What is Domain Authority and Does It Actually Matter?
Domain Authority is the number everyone quotes and few truly understand. It is a handy gauge, though not what most people think. Google does not use it at all. Here is what Domain Authority really is, where it is useful and why obsessing over the number is a mistake.
Domain Authority (DA) is a score from 1 to 100 created by the SEO tool Moz to predict how likely a site is to rank, based mainly on its backlink profile. Ahrefs has a similar metric called Domain Rating and Semrush calls its version Authority Score. The key thing to know is that Google does not use any of them. They are third-party estimates, not ranking factors. DA is still useful for comparing your site to competitors and tracking whether your link building is working over time. But it is easily overrated. A relevant link from a low-DA site can beat a high-DA irrelevant one, so treat DA as a rough guide rather than the goal.
A guide, not Google's
Not Google's
DA is a third-party score, never a Google ranking factor.
Comparative
It estimates ranking potential against other sites.
Not the goal
Useful for benchmarking, though relevance matters more.
What Domain Authority really is
Domain Authority gets quoted constantly, often as if it were a verdict from Google itself. It is not. Understanding what it actually measures, as well as what it does not, saves a lot of wasted effort. Here is the honest picture of DA and how much it really matters.
What DA is and how it works
Domain Authority is a metric created by Moz that scores a site from 1 to 100 to predict how likely it is to rank. It is built largely on your backlink profile, especially the number and quality of unique referring domains. The scale is logarithmic, so climbing from 20 to 30 is far easier than 70 to 80. Ahrefs and Semrush offer their own versions, Domain Rating and Authority Score, calculated differently, which is why the numbers rarely match across tools.
Google does not use it
This is the part that trips people up. Google does not use Domain Authority, Domain Rating or Authority Score in its ranking systems. Moz says so plainly. Google's own representatives have repeatedly stated there is no domain authority score in the algorithm. Google uses its own signals, largely at the page level, with links still playing a part through PageRank. So a high DA is never a direct cause of better rankings.
Why it still has its uses
None of this makes DA worthless. Because it is built on links, it tends to correlate with things Google does value, so a rising DA often means your link building is on the right track. It is genuinely handy for two jobs: benchmarking your site against competitors and quickly sizing up a potential link source. A consistent, comparable number you can pull in seconds is useful, as long as you remember what it is. We cover using it sensibly in Monitoring backlinks without obsessing over DA.
Why obsessing over it backfires
The danger is treating DA as the goal rather than a rough gauge. Judging links purely by their DA leads you to chase high numbers and ignore relevance, which is a mistake. A relevant link from a modest site can do far more than a high-DA link from an unrelated one. The score is also gameable, so a big number does not always mean a genuinely strong site. Relevance and real traffic matter more, as we explain in What relevance really means in backlink evaluation.
How to use DA sensibly
So treat Domain Authority as one input among many, never the target. Use it to benchmark and to compare prospects at a glance, though always weigh relevance, real traffic and editorial quality alongside it. Do not turn down a perfectly relevant link because its DA is modest. Equally, do not chase a high-DA link that has nothing to do with your topic. We look at why chasing big numbers can mislead in DA90 Backlinks. What genuinely makes a link worth having is in How Google values editorial links from real publishers. Our Backlink Services team uses DA as a guide and relevance as the rule. The full method is in The Complete Guide to Backlink Building.
Three things to take away
A Moz metric
DA is a third-party score from Moz, not a Google ranking factor.
Good for benchmarking
It helps compare competitors and track your link building.
Not the goal
Relevance and real traffic matter more than chasing a high DA.
Domain Authority at a glance
What DA is, how it is worked out, whether Google uses it and how to use it well.
Domain Authority,
the quick answer
Using DA well
vs misusing it
A helpful tool
- Benchmarking rivals
- Vetting prospects
- Tracking progress
- One input of many
- Relevance still rules
A costly distraction
- Treating it as Google's
- Chasing the number
- Ignoring relevance
- Judging links by DA alone
- High DA at any cost
Confused by DA and DR scores?
We use authority metrics as a guide and relevance as the rule, so you earn links that genuinely help rather than just look good. See how we judge a link.
Links judged on what matters,
from £350 per month.
We weigh relevance and real traffic over vanity scores, then report on what moves. Free quote, no pressure.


> _YOUR ASSIGNMENT_: Pictures aside, output each record exactly.

(Dataset excerpts)
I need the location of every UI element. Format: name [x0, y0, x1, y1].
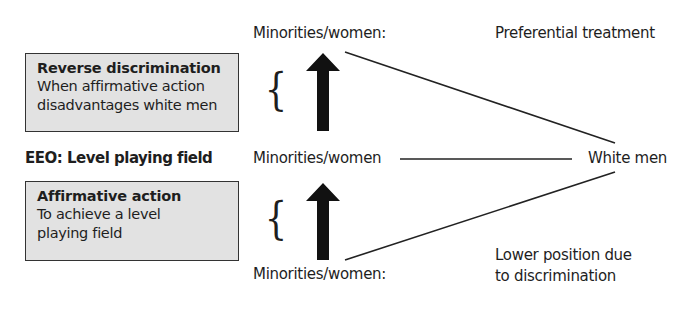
preferential-line [345, 52, 615, 143]
affirmative-action-line1: To achieve a level [37, 205, 238, 224]
white-men-label: White men [588, 149, 667, 167]
preferential-treatment-label: Preferential treatment [495, 24, 655, 42]
reverse-discrimination-line1: When affirmative action [37, 77, 238, 96]
lower-position-line1: Lower position due [495, 246, 632, 264]
minorities-bottom-label: Minorities/women: [253, 265, 386, 283]
reverse-discrimination-box: Reverse discrimination When affirmative … [25, 53, 239, 132]
affirmative-action-title: Affirmative action [37, 187, 238, 205]
brace-icon-top: { [265, 68, 287, 112]
brace-icon-bottom: { [265, 197, 287, 241]
reverse-discrimination-line2: disadvantages white men [37, 96, 238, 115]
up-arrow-icon-bottom [306, 183, 340, 260]
lower-position-line2: to discrimination [495, 267, 616, 285]
minorities-top-label: Minorities/women: [253, 24, 386, 42]
affirmative-action-box: Affirmative action To achieve a level pl… [25, 181, 239, 261]
reverse-discrimination-title: Reverse discrimination [37, 59, 238, 77]
up-arrow-icon-top [306, 53, 340, 131]
eeo-label: EEO: Level playing field [25, 149, 212, 167]
affirmative-action-line2: playing field [37, 224, 238, 243]
minorities-mid-label: Minorities/women [253, 149, 381, 167]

> _EXPECTED ANSWER_:
I need the location of every UI element. Format: name [x0, y0, x1, y1].
preferential-line [345, 52, 615, 143]
affirmative-action-line1: To achieve a level [37, 205, 238, 224]
white-men-label: White men [588, 149, 667, 167]
preferential-treatment-label: Preferential treatment [495, 24, 655, 42]
reverse-discrimination-line1: When affirmative action [37, 77, 238, 96]
lower-position-line1: Lower position due [495, 246, 632, 264]
minorities-bottom-label: Minorities/women: [253, 265, 386, 283]
reverse-discrimination-box: Reverse discrimination When affirmative … [25, 53, 239, 132]
affirmative-action-title: Affirmative action [37, 187, 238, 205]
brace-icon-top: { [265, 68, 287, 112]
brace-icon-bottom: { [265, 197, 287, 241]
reverse-discrimination-line2: disadvantages white men [37, 96, 238, 115]
up-arrow-icon-bottom [306, 183, 340, 260]
lower-position-line2: to discrimination [495, 267, 616, 285]
minorities-top-label: Minorities/women: [253, 24, 386, 42]
affirmative-action-box: Affirmative action To achieve a level pl… [25, 181, 239, 261]
reverse-discrimination-title: Reverse discrimination [37, 59, 238, 77]
up-arrow-icon-top [306, 53, 340, 131]
eeo-label: EEO: Level playing field [25, 149, 212, 167]
affirmative-action-line2: playing field [37, 224, 238, 243]
minorities-mid-label: Minorities/women [253, 149, 381, 167]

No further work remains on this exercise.